Date of Graduation

12-2012

Document Type

Dissertation

Degree Name

Doctor of Philosophy in Psychology (PhD)

Degree Level

Graduate

Department

Psychological Science

Advisor/Mentor

William Levine

Committee Member

Denise Beike

Second Committee Member

Jeffery Lohr

Keywords

Psychology, Biased contexts, Parsing, Relative clauses, Sentence processing, Unbiased contexts

Abstract

Two studies were conducted in order to examine the role of biased and unbiased contexts on the processing of object-extracted relative clauses (ORCs) (e.g., The child that the babysitter chased squealed with delight.) and subject-extracted relative clauses (SRCs) (e.g., The child that chased the babysitter squealed with delight.) In Experiment 1 ORCs and SRCs were embedded in licensing contexts that referentially supported the use of the relative clause (i.e., more than one child was present.
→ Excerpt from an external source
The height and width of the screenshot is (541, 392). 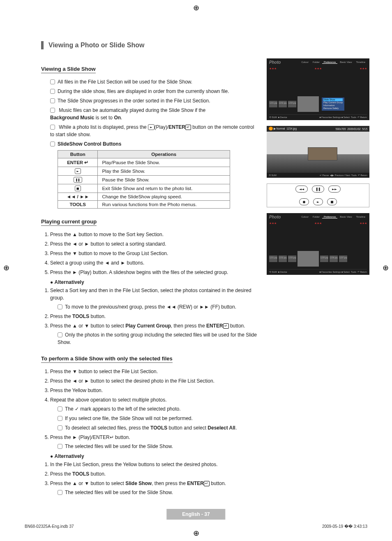 What do you see at coordinates (154, 263) in the screenshot?
I see `step-item: Select a group using the ◄ and ► buttons…` at bounding box center [154, 263].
In Experiment 2 ORCs and SRCs were embedded in context that biased towards either an ORC interpretation (e.g., One of the children was chased by the babysitter and the other was not.), or an SRC interpretation (e.g., One of the children chased the babysitter and the other did not.) The results demonstrated that the ORC-SRC difference was present and significant for Experiment 1. In Experiment 2 the results demonstrated that for late measures of sentence processing the contexts had a differential effect on the processing of ORCs and SRCs. The ORC-SRC difference was reduced for the ORC-biasing contexts but not for the SRC-biasing contexts. Moreover, cross-experiment comparisons revealed that the licensing contexts from Experiment 1 and the biased contexts from Experiment 2 had different influences on the ORC-SRC difference. The results are discussed in light of the current theories of relative clause processing.